Compass, the airline, lasted 28 months in the early 1990s. Bonza, the country's only independent airline since Compass, lasted 16 months before going into voluntary administration this week. Fifty dollar airfares to leisure destinations doesn't cut it when you are trying to pay for new aircraft and don't have premium business class passengers paying top dollar. A JP Morgan report this week shows why Qantas is so dominant, even over Virgin, and why a third player doesn't work in Australia. On the Melbourne to Sydney route - the busiest in the country - Qantas has just five per cent more market share, but twice the revenue. That's thanks to those business class passengers, and the Qantas Frequent Flyer behemoth. People pay more for the points. Bonza never stood a chance.
New week, new crisis at the Star Entertainment Group. The board of the beleaguered gaming group has effectively sacked the chair, David Foster. The board decided that new leadership is needed, after Mr Foster admitted the Star isn't capable of running itself properly without a regulator-appointed overseer. It means that since December, the group has lost a chair, a CEO, a chief financial officer, a chief legal officer, a chief customer officer, a chief transformation officer, a chief of staff and the chief executive officer of its Gold Coast precinct. Apart from the fact there were clearly too many chiefs, you have to ask questions about the culture. The industry gossip is that former boss of Lend Lease and Crown Resorts, Steve McCann, is being pursued to run the business.

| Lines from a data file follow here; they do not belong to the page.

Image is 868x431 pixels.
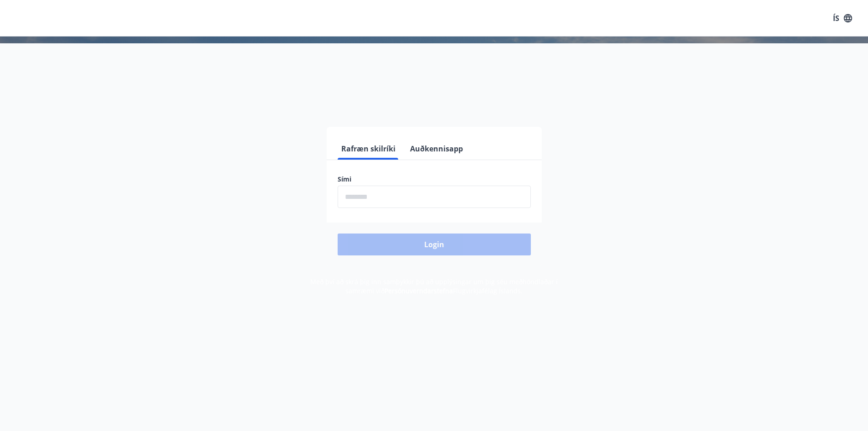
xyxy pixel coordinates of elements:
button: Rafræn skilríki [337,138,399,160]
button: Auðkennisapp [406,138,466,160]
span: Með því að skrá þig inn samþykkir þú að upplýsingar um þig séu meðhöndlaðar í samræmi við Flugvir... [310,277,557,295]
a: Persónuverndarstefna [384,286,453,295]
label: Sími [337,174,531,184]
h1: Félagavefur, Flugvirkjafélag Íslands [117,54,751,89]
button: ÍS [827,10,857,27]
span: Vinsamlegast skráðu þig inn með rafrænum skilríkjum eða Auðkennisappi. [291,97,577,108]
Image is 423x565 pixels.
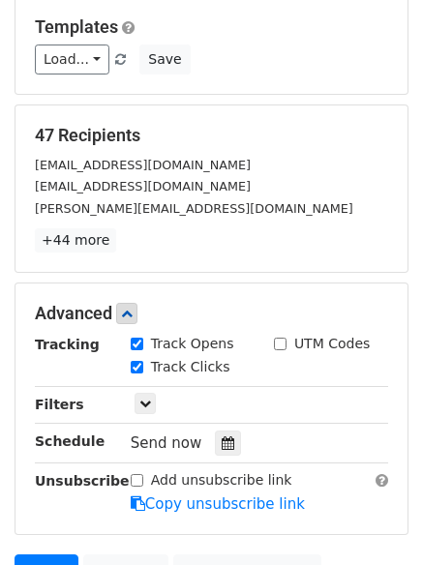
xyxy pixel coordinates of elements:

Still, I can't see a way that Star keeps operating as it does now - perhaps a trade sale, perhaps closure.
Sydney's premier FM shock jocks, Kyle Sandilands and Jackie Henderson, have taken their KIIS breakfast programme to Melbourne, hoping to do what others before them have largely failed to do: win an audience in the two major cities. The two host a crass, brash and often offensive programme out of Sydney. But as Sandilands has said recently, the world is smaller than it used to be. People are listening to audio - podcasts in particular - from all over the world. He's right, but breakfast radio is a very local beast. Do people want entertainment, a.k.a. Kyle and Jackie O, or do they want news and views about things in their area as they head to work? The two are being paid $200 million over ten years to do the show. KIIS owner ARN needs to make a profit in a shrinking advertising market - total commercial radio ad revenue last year across the five metro markets was around $675 million. Melbourne is the biggest market, ahead of Sydney. If Kyle and Jackie O are successful, and I think it's a less than even chance, then they'll deserve everything they get.
On April 14, 1912, as the Titanic was in the throes of sinking, 47-year old John Jacob Astor helped his new wife onto a lifeboat. He farewelled 18-year old Madeleine, who was pregnant at the time, then wandered back on to the vessel, lit a cigarette, and chatted to other ill-fated passengers. His body was found seven days later, still bearing his 14-carat gold Waltham watch, engraved JJA. That watch sold this week for 1.175 million pounds, the highest price for Titanic memorabilia ever. It beat a decade-long record belonging to the violin that was being played as the ship went down. John Astor, apparently, was the richest person aboard the Titanic.
5. Star Entertainment - the story that just keeps giving
Fear & Greed's TikTok video on a $1.6 billion tower-sharing deal between Optus and TPG sparked a big response this week.